Category: CCAS Newsmagazine, News

Title: CCAS Serves as a Hub of Knowledge Production

Author: By Coco Tait
Date Published: August 16, 2023

CCAS has been fortunate this year to work with over a dozen external partners to expand the reach and diversity of our public programming. Over the past academic year, the Center held over twenty-five hybrid and virtual events that reached thousands of live attendees. Highlights of the spring events programming included three major conferences and a multi-part series on Palestine, which are detailed below and here.

Palestine: Land, Life, Dignity

Over the spring semester, CCAS collaborated with American University’s Arab World Studies to feature four prominent Palestinian scholars and activists in a multi-part series exploring questions relating to land, life, and dignity within anti-colonial struggles. Their work brings to the forefront the living textures of colonial existence and highlights the centrality of innovation and collaborative visions in working against colonial erasures and in helping to forge emancipatory futures. Dr. Nour Joudah provided a glimpse of how mapping initiatives for Palestine and Hawai’i defy settler temporalities and work to actively build emancipatory futures. Ghadeer Malek performed poetry and discussed her seminal compilation (with co-author Ghaida Moussa), Min Fami: Arab feminist reflections on space, identity, and resistance. Nadera Shalhoub-Kevorkian’s event focused on the power of the story, and of indigenous feminist voices that articulate presence, steadfastness, and wounds. Shalhoub-Kevorkian emphasized that these voices mark existence, despite colonial attempts of erasure. Vivien Sansour shared images and processes of development for two of her most recent art works, “The Belly is a Garden”, and “Something Else is Possible.”

Towards Sustainable Peace and Democracy in Yemen

Towards Sustainable Peace and Democracy in Yemen was held on January 9th, in partnership with the DC think tank Democracy for the Arab World Now (DAWN) and the Tawakkol Karman Foundation. It brought together leading Yemeni figures, subject matter experts, and Biden Administration policy makers to discuss how best to reach a permanent ceasefire and build a lasting peace. The conference highlighted how the U.S. and the international community can play an important role by uplifting Yemeni voices, addressing major humanitarian crises, and supporting the regional economy. For this conference, CCAS served as a resource and hub for knowledge production by providing the logistical management and incoming CCAS Director Dr. Fida Adely delivering opening remarks.

Speaker at podium
Michael Provence gives his talk “Druze migrants, near and far Hawran and the Druze towns, villages and families”

The Druze in their Adopted Lands

On April 14-15th CCAS, in partnership with the American Druze Foundation (ADF) and the Department of History and Archaeology at the American University of Beirut, hosted The Druze in their Adopted Lands. The conference, which brought together panels of leading researchers from across the United States, Europe, and the Middle East, explored the social and cultural evolution of the Druze, and the political roles of Druze communities, both in their countries of origin as well as in the diaspora. Among the speakers and moderators were current and former CCAS American Druze Foundation Fellows, including Dr. Benan Grams, Dr. Graham Pitts, and Dr. Lindsey Pullum.  

 


Coco Tait is the CCAS Events and Program Manager.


## PROBLEM REQUIREMENTS
Keyword search on "gridline": report each line of the records that contains it.

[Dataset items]
►

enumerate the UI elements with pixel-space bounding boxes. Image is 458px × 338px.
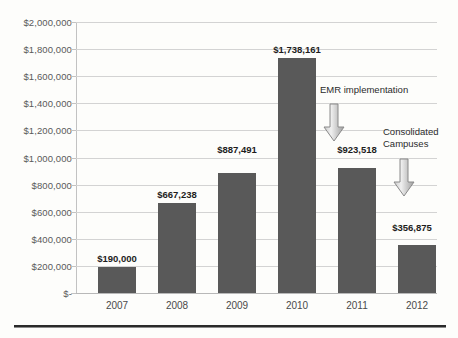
gridline: [76, 22, 437, 23]
gridline: [76, 158, 437, 159]
x-tick-label-2007: 2007: [106, 300, 128, 311]
bar-value-label-2012: $356,875: [392, 222, 432, 233]
gridline: [76, 212, 437, 213]
y-tick-label: $200,000: [0, 261, 72, 272]
x-tick-label-2010: 2010: [286, 300, 308, 311]
down-arrow-icon: [322, 103, 346, 143]
bar-value-label-2008: $667,238: [157, 189, 197, 200]
chart-page: $2,000,000 $1,800,000 $1,600,000 $1,400,…: [0, 0, 458, 338]
bar-value-label-2007: $190,000: [97, 253, 137, 264]
x-axis-baseline: [76, 293, 437, 294]
bar-2007[interactable]: [98, 267, 136, 293]
annotation-consolidated-text: Consolidated Campuses: [383, 126, 438, 150]
y-tick-label: $400,000: [0, 234, 72, 245]
gridline: [76, 185, 437, 186]
bar-2011[interactable]: [338, 168, 376, 293]
bar-value-label-2011: $923,518: [337, 144, 377, 155]
y-tick-label: $-: [0, 288, 72, 299]
gridline: [76, 239, 437, 240]
bar-value-label-2009: $887,491: [217, 144, 257, 155]
y-tick-label: $1,000,000: [0, 153, 72, 164]
x-tick-label-2011: 2011: [346, 300, 368, 311]
y-tick-label: $1,400,000: [0, 98, 72, 109]
bar-2010[interactable]: [278, 58, 316, 293]
annotation-emr-text: EMR implementation: [320, 84, 408, 96]
y-tick-label: $800,000: [0, 180, 72, 191]
gridline: [76, 76, 437, 77]
y-tick-label: $1,200,000: [0, 125, 72, 136]
y-axis-tick-labels: $2,000,000 $1,800,000 $1,600,000 $1,400,…: [0, 0, 72, 338]
y-tick-label: $2,000,000: [0, 17, 72, 28]
bar-2009[interactable]: [218, 173, 256, 293]
gridline: [76, 103, 437, 104]
down-arrow-icon: [392, 158, 416, 198]
y-tick-label: $1,800,000: [0, 44, 72, 55]
page-divider-rule-shadow: [14, 327, 446, 328]
bar-2012[interactable]: [398, 245, 436, 293]
x-tick-label-2008: 2008: [166, 300, 188, 311]
x-tick-label-2012: 2012: [406, 300, 428, 311]
bar-value-label-2010: $1,738,161: [273, 44, 321, 55]
gridline: [76, 49, 437, 50]
y-tick-label: $1,600,000: [0, 71, 72, 82]
bar-2008[interactable]: [158, 203, 196, 293]
y-tick-label: $600,000: [0, 207, 72, 218]
x-tick-label-2009: 2009: [226, 300, 248, 311]
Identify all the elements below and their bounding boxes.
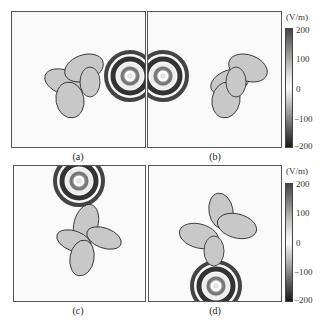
panel-c xyxy=(13,165,146,302)
colorbar-tick: −100 xyxy=(294,115,313,124)
colorbar-bottom xyxy=(285,183,293,302)
panel-a xyxy=(11,11,146,148)
panel-label-d: (d) xyxy=(200,305,230,316)
field-map-b xyxy=(148,12,282,148)
colorbar-tick: −200 xyxy=(294,296,313,305)
panel-label-c: (c) xyxy=(63,305,93,316)
colorbar-unit-top: (V/m) xyxy=(286,12,308,22)
panel-b xyxy=(147,11,282,148)
colorbar-top xyxy=(285,28,293,148)
colorbar-tick: −100 xyxy=(294,268,313,277)
colorbar-tick: 0 xyxy=(296,85,301,94)
colorbar-tick: 100 xyxy=(296,55,310,64)
colorbar-tick: 0 xyxy=(296,239,301,248)
colorbar-tick: 200 xyxy=(296,180,310,189)
panel-label-b: (b) xyxy=(200,151,230,162)
colorbar-unit-bottom: (V/m) xyxy=(286,166,308,176)
field-map-a xyxy=(12,12,146,148)
field-map-c xyxy=(14,166,146,302)
colorbar-tick: 100 xyxy=(296,209,310,218)
colorbar-tick: −200 xyxy=(294,142,313,151)
colorbar-tick: 200 xyxy=(296,26,310,35)
panel-label-a: (a) xyxy=(63,151,93,162)
field-map-d xyxy=(149,166,282,302)
panel-d xyxy=(148,165,282,302)
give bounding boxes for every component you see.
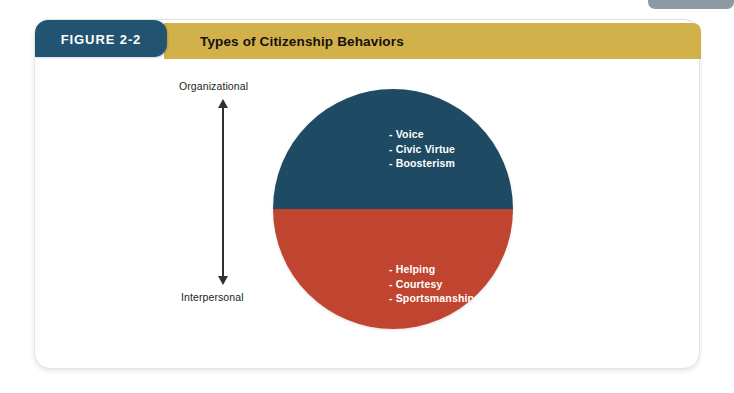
figure-header: Types of Citizenship Behaviors FIGURE 2-… bbox=[35, 20, 699, 60]
figure-title-banner: Types of Citizenship Behaviors bbox=[164, 23, 701, 59]
figure-number-label: FIGURE 2-2 bbox=[35, 31, 167, 46]
axis-label-organizational: Organizational bbox=[179, 80, 248, 92]
figure-card: Types of Citizenship Behaviors FIGURE 2-… bbox=[34, 19, 700, 369]
interpersonal-behaviors-list: - Helping - Courtesy - Sportsmanship bbox=[389, 262, 474, 306]
figure-title: Types of Citizenship Behaviors bbox=[200, 34, 404, 49]
organizational-interpersonal-axis bbox=[222, 99, 224, 285]
axis-line bbox=[222, 106, 224, 278]
figure-body: Organizational Interpersonal - Voice - C… bbox=[35, 60, 699, 368]
list-item: - Voice bbox=[389, 127, 455, 142]
arrow-down-icon bbox=[218, 276, 228, 285]
citizenship-behaviors-circle: - Voice - Civic Virtue - Boosterism - He… bbox=[273, 89, 513, 329]
axis-label-interpersonal: Interpersonal bbox=[181, 291, 244, 303]
figure-number-tab: FIGURE 2-2 bbox=[35, 20, 167, 57]
list-item: - Boosterism bbox=[389, 156, 455, 171]
list-item: - Sportsmanship bbox=[389, 291, 474, 306]
list-item: - Civic Virtue bbox=[389, 142, 455, 157]
list-item: - Helping bbox=[389, 262, 474, 277]
page-background: Types of Citizenship Behaviors FIGURE 2-… bbox=[0, 0, 734, 393]
organizational-behaviors-list: - Voice - Civic Virtue - Boosterism bbox=[389, 127, 455, 171]
list-item: - Courtesy bbox=[389, 277, 474, 292]
page-edge-bar bbox=[648, 0, 734, 9]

◄

## WRITTEN RESPONSE
gridline: [76, 22, 437, 23]
gridline: [76, 158, 437, 159]
gridline: [76, 212, 437, 213]
gridline: [76, 185, 437, 186]
gridline: [76, 239, 437, 240]
gridline: [76, 76, 437, 77]
gridline: [76, 103, 437, 104]
gridline: [76, 49, 437, 50]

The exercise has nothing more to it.